100
Shoes and Patłens
an identical all-over floral pattem. The motif itself, consisting of four larger petals between pairs of smaller petals, was apparently madę with a single punch stamped at random, for except at the edges the impressions are not in neat rows but some-times overlap. The third stamped fragment (Fig. 137a) has a geometrie design, evidently madę up of wavy-edged sąuares, but it is too wom and dis-torted to allow the exact form of the punch to be reconstructed.
The most common means of decoration was by stitching, but sińce few of the threads have sur-vived it is not certain how the seams would have looked originally. It is possible that a simple running-stitch was used but morę probable that it was a type of back-stitching (Fig. 138), for this would have produced a continuous rather than an intermittent linę. The stitch-holes are rarely cir-
138 Back-stitching, the stitch probably used on at least some patten-straps. Only one thread is needed. The perforations, as on many straps (cf. Fig. 137), are obliąue and rectangular rather than circular, so that the thread is pulled from the top corner of one to the bottom corner of the next.

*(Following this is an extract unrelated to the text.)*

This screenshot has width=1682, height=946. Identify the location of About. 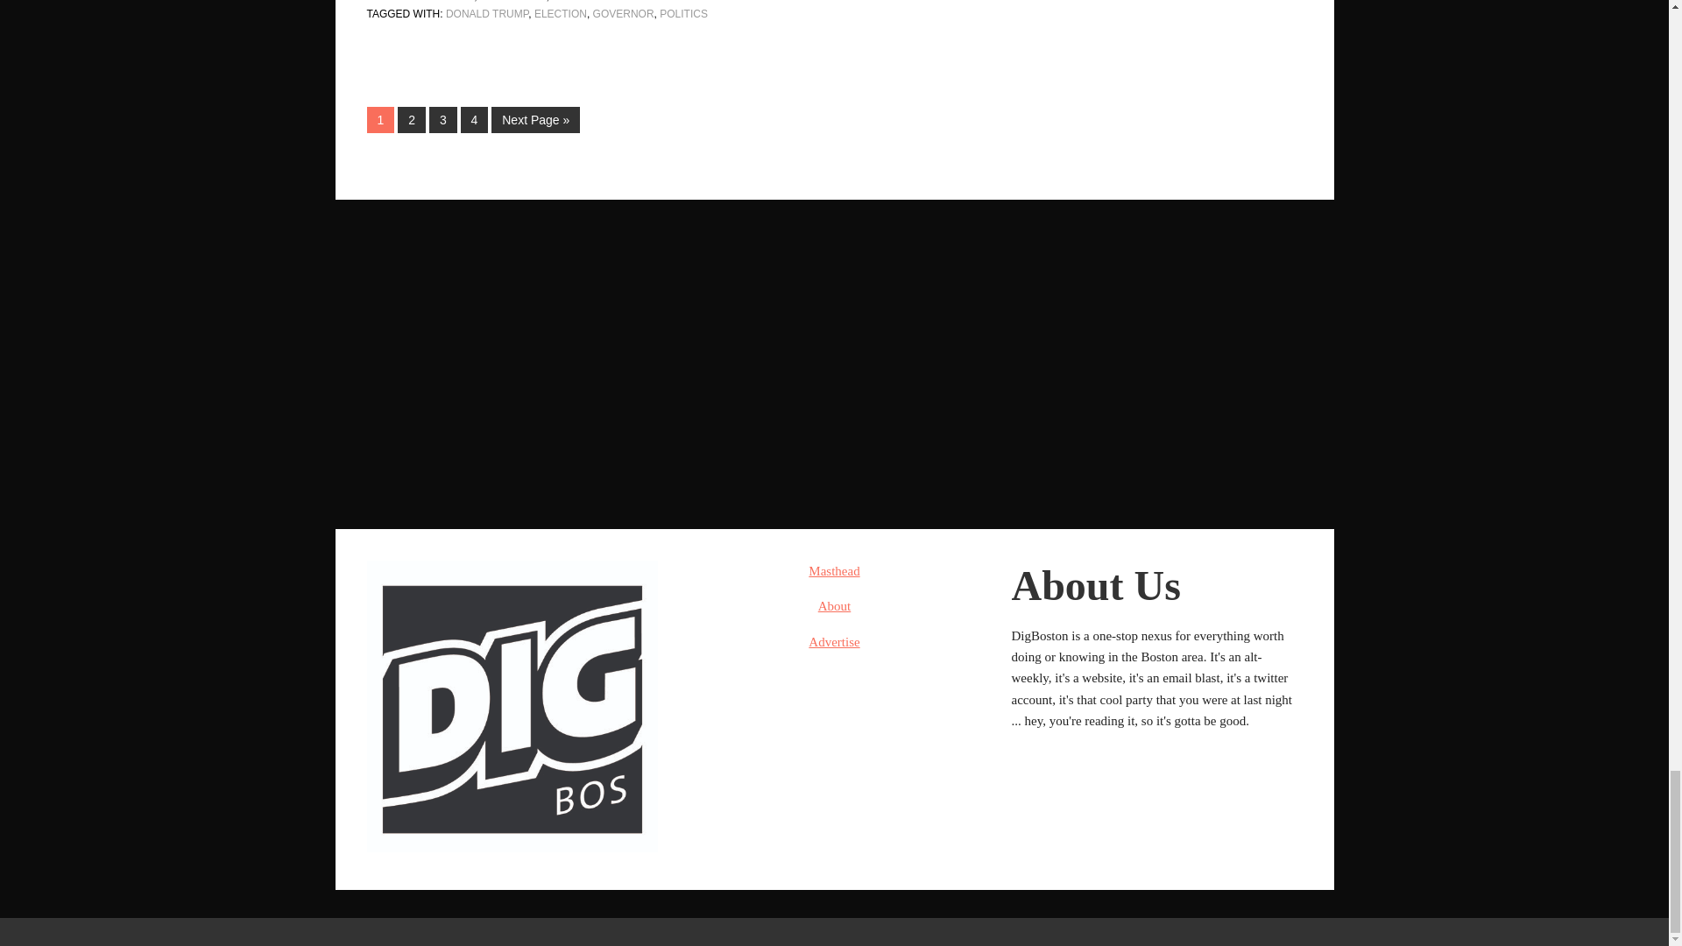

cular; normally they are slanting, rectangular slits, so that the thread would not have lain in a straight linę but would have been pulled tight at an angle from the top corner of one to the bottom corner of the next - a form of semi-omamental seam com-monly used today by hamess-makers and saddlers (Salamon 1986, 273-4 and Fig. 9.64). Various simple pattems were devised to fit into the awk-ward shape of the straps: vertical or horizontal lines (Figs. 128-30), either singly or in rows and perhaps once highlighted by threads of contrasting colours, crosses (Fig. 137b) and lozenges or leaves within arcaded niches (Figs. 137c-d). Morę complicated series of stitch-holes (Figs. 137e-f) may be the remnant of very elaborate designs, now incapable of reconstruction.
139 Leather patten (late 13th-century). The sole has six main layers with an additional segment, making a seventh, at the heel. Deep impressions mark the original position of the thread and show how tightly it was pulled. Scalę 1:3.